Why is tomorrow promised to no one?

In the New Testament, the letter from James 4:13-15 — who was not one of the two disciples names James — says the following:

Come now, you who say, “Today or tomorrow we will go into such and such a town and spend a year there and trade and get gain” whereas you do not know about tomorrow. What is your life? For you are a mist that appears for a little time and then vanishes. Instead you ought to say, “If the Lord wills, we shall live and we shall do this or that.”
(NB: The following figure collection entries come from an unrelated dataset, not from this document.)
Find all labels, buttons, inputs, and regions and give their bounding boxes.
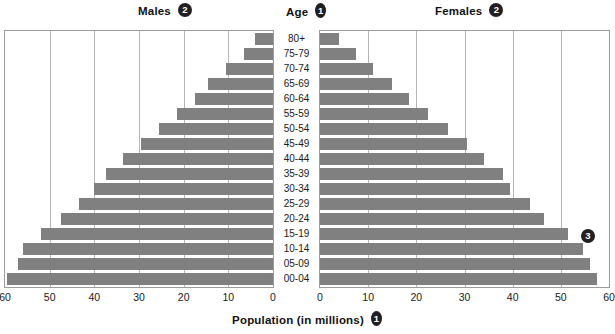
females-header: Females 2 xyxy=(435,4,503,18)
males-header: Males 2 xyxy=(138,4,192,18)
males-bar-row xyxy=(5,33,273,45)
males-bar-row xyxy=(5,48,273,60)
bar-females-75-79 xyxy=(320,48,356,60)
bar-males-60-64 xyxy=(195,93,273,105)
males-bar-rows xyxy=(5,31,273,287)
females-bar-row xyxy=(320,258,609,270)
bar-males-80+ xyxy=(255,33,273,45)
males-tick-20: 20 xyxy=(178,291,190,303)
males-bar-row xyxy=(5,213,273,225)
males-tick-60: 60 xyxy=(0,291,11,303)
females-header-label: Females xyxy=(435,5,482,17)
females-plot-area xyxy=(319,30,610,288)
females-bar-row xyxy=(320,243,609,255)
age-label-40-44: 40-44 xyxy=(274,153,319,165)
age-header-label: Age xyxy=(286,6,308,18)
callout-badge-2-males: 2 xyxy=(178,3,192,17)
males-bar-row xyxy=(5,153,273,165)
females-bar-row xyxy=(320,153,609,165)
age-label-20-24: 20-24 xyxy=(274,213,319,225)
females-tick-20: 20 xyxy=(410,291,422,303)
males-bar-row xyxy=(5,228,273,240)
bar-females-65-69 xyxy=(320,78,392,90)
bar-females-40-44 xyxy=(320,153,484,165)
bar-males-65-69 xyxy=(208,78,273,90)
bar-males-05-09 xyxy=(18,258,273,270)
males-bar-row xyxy=(5,78,273,90)
age-label-70-74: 70-74 xyxy=(274,63,319,75)
x-axis-title-label: Population (in millions) xyxy=(232,314,364,326)
males-bar-row xyxy=(5,243,273,255)
bar-females-30-34 xyxy=(320,183,510,195)
age-label-00-04: 00-04 xyxy=(274,273,319,285)
bar-males-75-79 xyxy=(244,48,273,60)
females-tick-50: 50 xyxy=(555,291,567,303)
bar-females-70-74 xyxy=(320,63,373,75)
age-label-55-59: 55-59 xyxy=(274,108,319,120)
females-bar-row xyxy=(320,138,609,150)
bar-males-50-54 xyxy=(159,123,273,135)
females-tick-40: 40 xyxy=(507,291,519,303)
x-axis-title: Population (in millions) 1 xyxy=(0,312,614,327)
males-tick-50: 50 xyxy=(44,291,56,303)
bar-males-00-04 xyxy=(7,273,273,285)
age-label-60-64: 60-64 xyxy=(274,93,319,105)
bar-females-80+ xyxy=(320,33,339,45)
bar-males-70-74 xyxy=(226,63,273,75)
males-bar-row xyxy=(5,273,273,285)
bar-males-25-29 xyxy=(79,198,273,210)
bar-females-20-24 xyxy=(320,213,544,225)
age-label-35-39: 35-39 xyxy=(274,168,319,180)
females-bar-row xyxy=(320,273,609,285)
age-label-45-49: 45-49 xyxy=(274,138,319,150)
chart-header: Males 2 Age 1 Females 2 xyxy=(0,0,614,28)
bar-females-50-54 xyxy=(320,123,448,135)
males-tick-40: 40 xyxy=(88,291,100,303)
age-header: Age 1 xyxy=(286,4,326,19)
males-axis-ticks: 6050403020100 xyxy=(0,291,290,305)
bar-females-10-14 xyxy=(320,243,583,255)
bar-males-15-19 xyxy=(41,228,273,240)
males-bar-row xyxy=(5,93,273,105)
males-header-label: Males xyxy=(138,5,171,17)
males-bar-row xyxy=(5,258,273,270)
females-bar-row xyxy=(320,228,609,240)
females-bar-row xyxy=(320,183,609,195)
males-plot-area xyxy=(4,30,274,288)
females-bar-row xyxy=(320,108,609,120)
age-label-05-09: 05-09 xyxy=(274,258,319,270)
bar-females-00-04 xyxy=(320,273,597,285)
bar-males-20-24 xyxy=(61,213,273,225)
females-tick-60: 60 xyxy=(603,291,615,303)
females-tick-0: 0 xyxy=(317,291,323,303)
callout-badge-3-bars: 3 xyxy=(581,229,595,243)
age-label-column: 80+75-7970-7465-6960-6455-5950-5445-4940… xyxy=(274,30,319,288)
males-tick-10: 10 xyxy=(222,291,234,303)
females-bar-row xyxy=(320,48,609,60)
males-bar-row xyxy=(5,108,273,120)
bar-males-10-14 xyxy=(23,243,273,255)
bar-males-45-49 xyxy=(141,138,273,150)
males-bar-row xyxy=(5,63,273,75)
males-tick-30: 30 xyxy=(133,291,145,303)
callout-badge-1-age: 1 xyxy=(315,3,326,18)
age-label-50-54: 50-54 xyxy=(274,123,319,135)
females-bar-rows xyxy=(320,31,609,287)
bar-males-55-59 xyxy=(177,108,273,120)
males-bar-row xyxy=(5,138,273,150)
age-label-25-29: 25-29 xyxy=(274,198,319,210)
males-bar-row xyxy=(5,183,273,195)
females-tick-10: 10 xyxy=(362,291,374,303)
males-bar-row xyxy=(5,123,273,135)
females-bar-row xyxy=(320,78,609,90)
bar-males-35-39 xyxy=(106,168,274,180)
bar-males-40-44 xyxy=(123,153,273,165)
bar-males-30-34 xyxy=(94,183,273,195)
males-tick-0: 0 xyxy=(270,291,276,303)
bar-females-15-19 xyxy=(320,228,568,240)
females-bar-row xyxy=(320,168,609,180)
age-label-30-34: 30-34 xyxy=(274,183,319,195)
bar-females-05-09 xyxy=(320,258,590,270)
bar-females-25-29 xyxy=(320,198,530,210)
There is also a mathematical formulation for more secularized mindsets about why tomorrow is promised to no one:

P(t) \approx e^{-0.003 e^{(t-25)/10}}

Fortunately, the blog Gravity and Levity also puts the formula into a readable format.

What do you think are the odds that you will die during the next year? Try to put a number to it — 1 in 100? 1 in 10,000? Whatever it is, it will be twice as large 8 years from now.

This startling fact was first noticed by the British actuary Benjamin Gompertz in 1825 and is now called the “Gompertz Law of human mortality.” Your probability of dying during a given year doubles every 8 years. For me, a 25-year-old American, the probability of dying during the next year is a fairly minuscule 0.03% — about 1 in 3,000. When I’m 33 it will be about 1 in 1,500, when I’m 42 it will be about 1 in 750, and so on. By the time I reach age 100 (and I do plan on it) the probability of living to 101 will only be about 50%. This is seriously fast growth — my mortality rate is increasing exponentially with age.

And if my mortality rate (the probability of dying during the next year, or during the next second, however you want to phrase it) is rising exponentially, that means that the probability of me surviving to a particular age is falling super-exponentially.

Currently, I’m at 1 in 375.

Next blog post, we will explore the phrase, ‘better you than me.’